RUSSIA

The Green Belt of Fennoscandia

Introduction

Komi Forests of North western Russia

Lake baikal

The Volcanoes of Kamchatka

 

The Green Belt of Fennoscandia

 The Green Belt of Fennoscandia along the 1000 kilometer Finnish-Russian-Norwegian border is an exceptional series of well-preserved natural areas. As a single conservation zone, the area presents unique possibilities for the study of natural systems with minimal human impact, a possibility that has been virtually eliminated by extensive development in the rest of Europe.

 There are a large number of intact Russian old-growth forest areas along the border with Finland and Norway, left untouched for nearly fifty years since it was considered a sensitive national security zone.
 There has been great concern among environmentalists in Russia and around the world that with the opening up of the border area and the economic instability in Russia feeding the desires of regional officials for quick hard currency, the old-growth forests would be destroyed.

 The nomination on the Russian side is to include five zapovedniks, six special purpose reserves and seven national parks and nature  
zones. Pressure to log the most valuable areas of old-growth forests and to exclude those areas from conservation plans is strong. Local and regional governments are being tempted by multinational timber companies' offers to log and export the wood.
Short-sighted policies like this and the movement towards a capital-intensive forestry industry can only lead to a high-unemployment and low biodiversity future, as has proved the case in neighbouring Finland.

 Greenpeace is working in cooperation with many local and regional organizations, the German Union for Nature Conservation and the Biodiversity Conservation Center of Russia to prepare the nomination. It is hoped that Finnish researchers under the direction of the Finnish Ministry of the Environment will soon present their own plan in joint meetings with the Russians. Hopes to include Norwegian natural sites are high, too, which would make the site UNESCO's first with territory in three countries, if the nomination proves successful.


• **Try it**
How many of the lines below include the word "Recipients"? Only the number should be given.

• **Exercise inputs**
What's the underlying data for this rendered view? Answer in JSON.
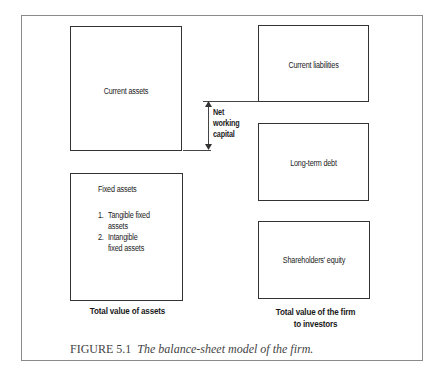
{
  "figure": {
    "caption_number": "FIGURE 5.1",
    "caption_text": "The balance-sheet model of the firm."
  },
  "left_side": {
    "current_assets": "Current assets",
    "fixed_assets": {
      "title": "Fixed assets",
      "items": [
        {
          "num": "1.",
          "line1": "Tangible fixed",
          "line2": "assets"
        },
        {
          "num": "2.",
          "line1": "Intangible",
          "line2": "fixed assets"
        }
      ]
    },
    "total_label": "Total value of assets"
  },
  "right_side": {
    "current_liabilities": "Current liabilities",
    "long_term_debt": "Long-term debt",
    "shareholders_equity": "Shareholders' equity",
    "total_label_line1": "Total value of the firm",
    "total_label_line2": "to investors"
  },
  "net_working_capital": {
    "line1": "Net",
    "line2": "working",
    "line3": "capital"
  }
}
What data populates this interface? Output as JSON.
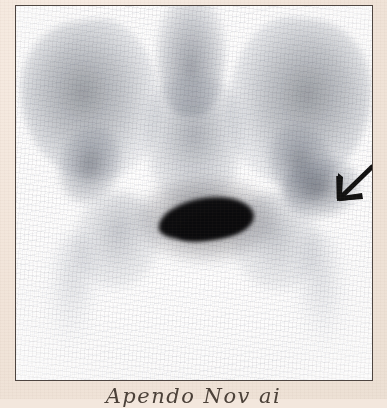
{
  "document": {
    "type": "bone-scintigram-print",
    "paper_color": "#f3e7dd",
    "frame_border_color": "#4c4440",
    "film_background": "#ffffff"
  },
  "figure": {
    "modality": "Nuclear medicine bone scan (scintigram)",
    "body_region": "Pelvis - anterior view",
    "frame": {
      "x": 15,
      "y": 5,
      "width": 358,
      "height": 376
    }
  },
  "annotations": {
    "arrow": {
      "name": "pointer-arrow",
      "direction": "down-left",
      "color": "#111111",
      "target": "focal increased uptake, left iliac bone / sacroiliac region",
      "x": 300,
      "y": 150
    }
  },
  "caption": {
    "text": "Apendo Nov ai",
    "note": "handwritten, cropped by lower image edge"
  },
  "anatomy": [
    {
      "name": "right-iliac-wing",
      "uptake": "moderate"
    },
    {
      "name": "left-iliac-wing",
      "uptake": "moderate"
    },
    {
      "name": "lumbar-spine",
      "uptake": "moderate"
    },
    {
      "name": "sacrum",
      "uptake": "moderate"
    },
    {
      "name": "right-sacroiliac-joint",
      "uptake": "moderate"
    },
    {
      "name": "left-sacroiliac-joint",
      "uptake": "moderate"
    },
    {
      "name": "lesion-focus-left-ilium",
      "uptake": "increased"
    },
    {
      "name": "right-ischium",
      "uptake": "mild"
    },
    {
      "name": "left-ischium",
      "uptake": "mild"
    },
    {
      "name": "right-femur",
      "uptake": "faint"
    },
    {
      "name": "left-femur",
      "uptake": "faint"
    },
    {
      "name": "urinary-bladder",
      "uptake": "intense"
    }
  ]
}
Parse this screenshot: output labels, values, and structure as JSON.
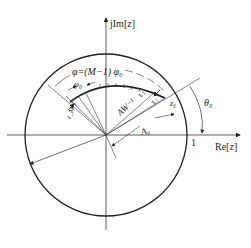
{
  "diagram": {
    "axes": {
      "imag_label": "jIm[z]",
      "real_label": "Re[z]",
      "unit_tick_label": "1"
    },
    "labels": {
      "phi_total": "φ=(M−1) φ₀",
      "phi0": "φ₀",
      "theta0": "θ₀",
      "A0": "A₀",
      "AW": "AW⁻¹",
      "z0": "z₀",
      "z1": "z₁",
      "z2": "z₂",
      "zM1": "z_M-1"
    },
    "colors": {
      "line": "#222222",
      "background": "#ffffff"
    }
  }
}
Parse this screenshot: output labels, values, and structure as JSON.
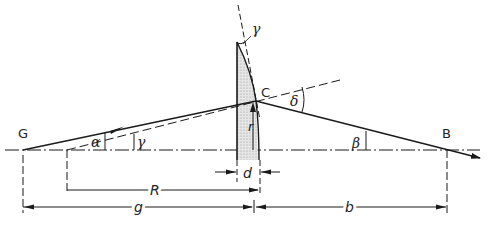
{
  "diagram": {
    "colors": {
      "line": "#1a1a1a",
      "lens_fill": "#d8d8d8",
      "background": "#ffffff"
    },
    "points": {
      "G": {
        "label": "G"
      },
      "B": {
        "label": "B"
      },
      "C": {
        "label": "C"
      }
    },
    "angles": {
      "alpha": "α",
      "gamma_lower": "γ",
      "gamma_upper": "γ",
      "delta": "δ",
      "beta": "β"
    },
    "dimensions": {
      "R": "R",
      "d": "d",
      "g": "g",
      "b": "b",
      "r": "r"
    }
  }
}
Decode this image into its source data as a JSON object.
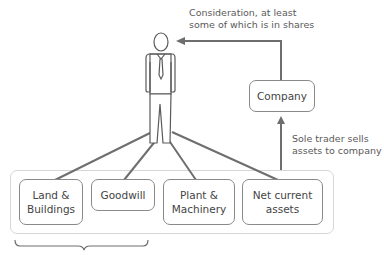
{
  "consideration": {
    "line1": "Consideration, at least",
    "line2": "some of which is in shares"
  },
  "company": {
    "label": "Company"
  },
  "sale_note": {
    "line1": "Sole trader sells",
    "line2": "assets to company"
  },
  "assets": [
    {
      "line1": "Land &",
      "line2": "Buildings"
    },
    {
      "line1": "Goodwill",
      "line2": ""
    },
    {
      "line1": "Plant &",
      "line2": "Machinery"
    },
    {
      "line1": "Net current",
      "line2": "assets"
    }
  ],
  "colors": {
    "line": "#6e6e6e",
    "box_border": "#8a8a8a",
    "container_border": "#d6d6d6",
    "text": "#4a4a4a"
  }
}
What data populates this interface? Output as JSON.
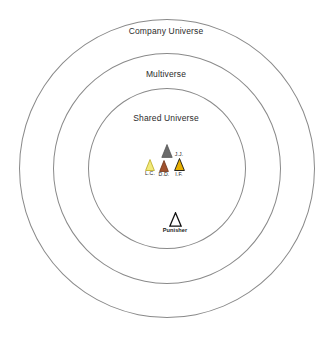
{
  "diagram": {
    "type": "concentric-venn",
    "background_color": "#ffffff",
    "ring_stroke_color": "#8a8a8a",
    "rings": [
      {
        "id": "outer",
        "label": "Company Universe"
      },
      {
        "id": "middle",
        "label": "Multiverse"
      },
      {
        "id": "inner",
        "label": "Shared Universe"
      }
    ],
    "markers": [
      {
        "id": "grey",
        "icon": "triangle-icon",
        "label": "",
        "top_label": "",
        "fill": "#6b6b6b",
        "stroke": "#4a4a4a"
      },
      {
        "id": "lc",
        "icon": "triangle-icon",
        "label": "L.C.",
        "top_label": "",
        "fill": "#f2ea7a",
        "stroke": "#b9a81e"
      },
      {
        "id": "dd",
        "icon": "triangle-icon",
        "label": "D.D.",
        "top_label": "",
        "fill": "#a0522d",
        "stroke": "#6e3418"
      },
      {
        "id": "if",
        "icon": "triangle-icon",
        "label": "I.F.",
        "top_label": "J.J.",
        "fill": "#e8b000",
        "stroke": "#111111"
      },
      {
        "id": "punisher",
        "icon": "triangle-outline-icon",
        "label": "Punisher",
        "top_label": "",
        "fill": "#ffffff",
        "stroke": "#111111"
      }
    ]
  }
}
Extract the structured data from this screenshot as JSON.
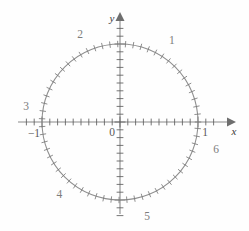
{
  "figure": {
    "background_color": "#fefefe",
    "line_color": "#8a8a8a",
    "label_color": "#7c7c7c",
    "axis_label_color": "#3a3a3a"
  },
  "axes": {
    "x_axis_label": "x",
    "y_axis_label": "y",
    "origin_label": "0",
    "x_left_label": "−1",
    "x_right_label": "1"
  },
  "arc_labels": [
    {
      "text": "1",
      "radians": 1
    },
    {
      "text": "2",
      "radians": 2
    },
    {
      "text": "3",
      "radians": 3
    },
    {
      "text": "4",
      "radians": 4
    },
    {
      "text": "5",
      "radians": 5
    },
    {
      "text": "6",
      "radians": 6
    }
  ],
  "chart_data": {
    "type": "scatter",
    "xlabel": "x",
    "ylabel": "y",
    "xlim": [
      -1.35,
      1.35
    ],
    "ylim": [
      -1.3,
      1.3
    ],
    "grid": false,
    "legend": null,
    "circle": {
      "center": [
        0,
        0
      ],
      "radius": 1,
      "description": "unit circle"
    },
    "axis_tick_spacing": 0.1,
    "circle_tick_arc_spacing": 0.1,
    "annotations": [
      {
        "label": "1",
        "arc_length_radians": 1,
        "x": 0.5403,
        "y": 0.8415
      },
      {
        "label": "2",
        "arc_length_radians": 2,
        "x": -0.4161,
        "y": 0.9093
      },
      {
        "label": "3",
        "arc_length_radians": 3,
        "x": -0.99,
        "y": 0.1411
      },
      {
        "label": "4",
        "arc_length_radians": 4,
        "x": -0.6536,
        "y": -0.7568
      },
      {
        "label": "5",
        "arc_length_radians": 5,
        "x": 0.2837,
        "y": -0.9589
      },
      {
        "label": "6",
        "arc_length_radians": 6,
        "x": 0.9602,
        "y": -0.2794
      }
    ],
    "x_tick_labels": [
      {
        "value": -1,
        "text": "−1"
      },
      {
        "value": 0,
        "text": "0"
      },
      {
        "value": 1,
        "text": "1"
      }
    ],
    "y_tick_labels": []
  }
}
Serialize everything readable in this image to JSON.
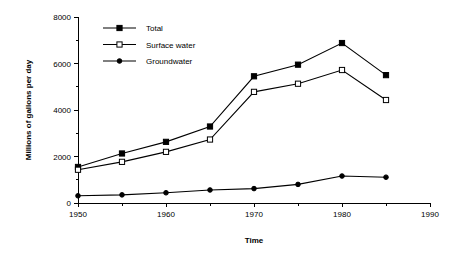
{
  "chart_data": {
    "type": "line",
    "title": "",
    "xlabel": "Time",
    "ylabel": "Millions of gallons per day",
    "x": [
      1950,
      1955,
      1960,
      1965,
      1970,
      1975,
      1980,
      1985
    ],
    "xlim": [
      1950,
      1990
    ],
    "ylim": [
      0,
      8000
    ],
    "xticks": [
      1950,
      1960,
      1970,
      1980,
      1990
    ],
    "xticklabels": [
      "1950",
      "1960",
      "1970",
      "1980",
      "1990"
    ],
    "xminorticks": [
      1955,
      1965,
      1975,
      1985
    ],
    "yticks": [
      0,
      2000,
      4000,
      6000,
      8000
    ],
    "yticklabels": [
      "0",
      "2000",
      "4000",
      "6000",
      "8000"
    ],
    "yminorticks": [
      1000,
      3000,
      5000,
      7000
    ],
    "grid": false,
    "legend_position": "upper left",
    "series": [
      {
        "name": "Total",
        "marker": "filled-square",
        "values": [
          1550,
          2130,
          2630,
          3290,
          5450,
          5950,
          6880,
          5500
        ]
      },
      {
        "name": "Surface water",
        "marker": "open-square",
        "values": [
          1430,
          1770,
          2200,
          2730,
          4780,
          5130,
          5720,
          4430
        ]
      },
      {
        "name": "Groundwater",
        "marker": "filled-circle",
        "values": [
          310,
          350,
          440,
          560,
          620,
          800,
          1160,
          1110
        ]
      }
    ]
  },
  "legend": {
    "entries": [
      {
        "label": "Total"
      },
      {
        "label": "Surface water"
      },
      {
        "label": "Groundwater"
      }
    ]
  },
  "colors": {
    "axis": "#000000",
    "series": "#000000",
    "background": "#ffffff"
  }
}
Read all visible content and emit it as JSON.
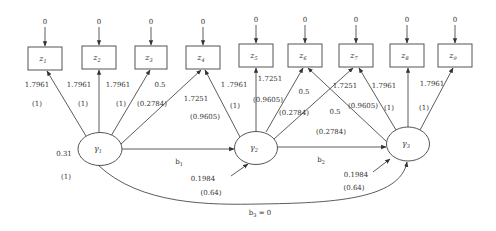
{
  "diagram": {
    "type": "structural equation model path diagram",
    "observed": [
      {
        "id": "z1",
        "name": "z",
        "sub": "1",
        "error": "0"
      },
      {
        "id": "z2",
        "name": "z",
        "sub": "2",
        "error": "0"
      },
      {
        "id": "z3",
        "name": "z",
        "sub": "3",
        "error": "0"
      },
      {
        "id": "z4",
        "name": "z",
        "sub": "4",
        "error": "0"
      },
      {
        "id": "z5",
        "name": "z",
        "sub": "5",
        "error": "0"
      },
      {
        "id": "z6",
        "name": "z",
        "sub": "6",
        "error": "0"
      },
      {
        "id": "z7",
        "name": "z",
        "sub": "7",
        "error": "0"
      },
      {
        "id": "z8",
        "name": "z",
        "sub": "8",
        "error": "0"
      },
      {
        "id": "z9",
        "name": "z",
        "sub": "9",
        "error": "0"
      }
    ],
    "latent": [
      {
        "id": "g1",
        "name": "γ",
        "sub": "1",
        "variance": "0.31",
        "variance_paren": "(1)"
      },
      {
        "id": "g2",
        "name": "γ",
        "sub": "2",
        "disturbance": "0.1984",
        "disturbance_paren": "(0.64)"
      },
      {
        "id": "g3",
        "name": "γ",
        "sub": "3",
        "disturbance": "0.1984",
        "disturbance_paren": "(0.64)"
      }
    ],
    "loadings": [
      {
        "from": "g1",
        "to": "z1",
        "value": "1.7961",
        "paren": "(1)"
      },
      {
        "from": "g1",
        "to": "z2",
        "value": "1.7961",
        "paren": "(1)"
      },
      {
        "from": "g1",
        "to": "z3",
        "value": "1.7961",
        "paren": "(1)"
      },
      {
        "from": "g1",
        "to": "z4",
        "value": "0.5",
        "paren": "(0.2784)"
      },
      {
        "from": "g2",
        "to": "z4",
        "value": "1.7251",
        "paren": "(0.9605)"
      },
      {
        "from": "g2",
        "to": "z4b",
        "value": "1 .7961",
        "paren": "(1)"
      },
      {
        "from": "g2",
        "to": "z5",
        "value": "1.7251",
        "paren": "(0.9605)"
      },
      {
        "from": "g2",
        "to": "z6",
        "value": "0.5",
        "paren": "(0.2784)"
      },
      {
        "from": "g2",
        "to": "z7",
        "value": "1.7251",
        "paren": ""
      },
      {
        "from": "g3",
        "to": "z6",
        "value": "0.5",
        "paren": "(0.2784)"
      },
      {
        "from": "g3",
        "to": "z7",
        "value": "1.7961",
        "paren": "(1)"
      },
      {
        "from": "g3",
        "to": "z7b",
        "value": "",
        "paren": "(0.9605)"
      },
      {
        "from": "g3",
        "to": "z8",
        "value": "1.7961",
        "paren": "(1)"
      },
      {
        "from": "g3",
        "to": "z9",
        "value": "",
        "paren": ""
      }
    ],
    "structural": [
      {
        "from": "g1",
        "to": "g2",
        "name": "b",
        "sub": "1"
      },
      {
        "from": "g2",
        "to": "g3",
        "name": "b",
        "sub": "2"
      },
      {
        "from": "g1",
        "to": "g3",
        "name": "b",
        "sub": "3",
        "suffix": " = 0"
      }
    ]
  }
}
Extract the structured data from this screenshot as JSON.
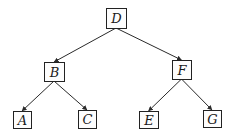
{
  "diagram": {
    "type": "binary-tree",
    "nodes": [
      {
        "id": "D",
        "label": "D",
        "x": 106,
        "y": 8,
        "w": 20,
        "h": 20
      },
      {
        "id": "B",
        "label": "B",
        "x": 44,
        "y": 62,
        "w": 20,
        "h": 19
      },
      {
        "id": "F",
        "label": "F",
        "x": 172,
        "y": 60,
        "w": 19,
        "h": 19
      },
      {
        "id": "A",
        "label": "A",
        "x": 13,
        "y": 111,
        "w": 18,
        "h": 17
      },
      {
        "id": "C",
        "label": "C",
        "x": 78,
        "y": 110,
        "w": 18,
        "h": 18
      },
      {
        "id": "E",
        "label": "E",
        "x": 139,
        "y": 111,
        "w": 19,
        "h": 17
      },
      {
        "id": "G",
        "label": "G",
        "x": 203,
        "y": 110,
        "w": 18,
        "h": 17
      }
    ],
    "edges": [
      {
        "from": "D",
        "to": "B"
      },
      {
        "from": "D",
        "to": "F"
      },
      {
        "from": "B",
        "to": "A"
      },
      {
        "from": "B",
        "to": "C"
      },
      {
        "from": "F",
        "to": "E"
      },
      {
        "from": "F",
        "to": "G"
      }
    ]
  }
}
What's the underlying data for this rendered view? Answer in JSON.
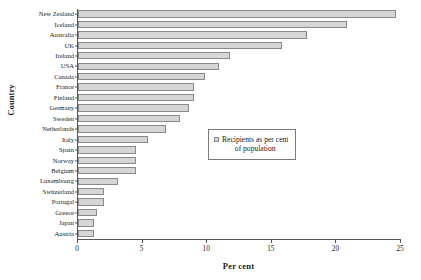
{
  "chart_data": {
    "type": "bar",
    "orientation": "horizontal",
    "title": "",
    "xlabel": "Per cent",
    "ylabel": "Country",
    "xlim": [
      0,
      25
    ],
    "xticks": [
      0,
      5,
      10,
      15,
      20,
      25
    ],
    "grid": false,
    "legend": {
      "position": "middle-right",
      "entries": [
        "Recipients as per cent\nof population"
      ]
    },
    "series_name": "Recipients as per cent of population",
    "categories": [
      "New Zealand",
      "Iceland",
      "Australia",
      "UK",
      "Ireland",
      "USA",
      "Canada",
      "France",
      "Finland",
      "Germany",
      "Sweden",
      "Netherlands",
      "Italy",
      "Spain",
      "Norway",
      "Belgium",
      "Luxembourg",
      "Switzerland",
      "Portugal",
      "Greece",
      "Japan",
      "Austria"
    ],
    "values": [
      24.6,
      20.8,
      17.7,
      15.8,
      11.8,
      10.9,
      9.8,
      9.0,
      9.0,
      8.6,
      7.9,
      6.8,
      5.4,
      4.5,
      4.5,
      4.5,
      3.1,
      2.0,
      2.0,
      1.5,
      1.2,
      1.2
    ],
    "colors": {
      "bar_fill": "#d6d6d6",
      "bar_border": "#8a8a8a",
      "axis": "#555555",
      "text": "#1a1a1a",
      "background": "#ffffff"
    }
  }
}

• **Task answer**
2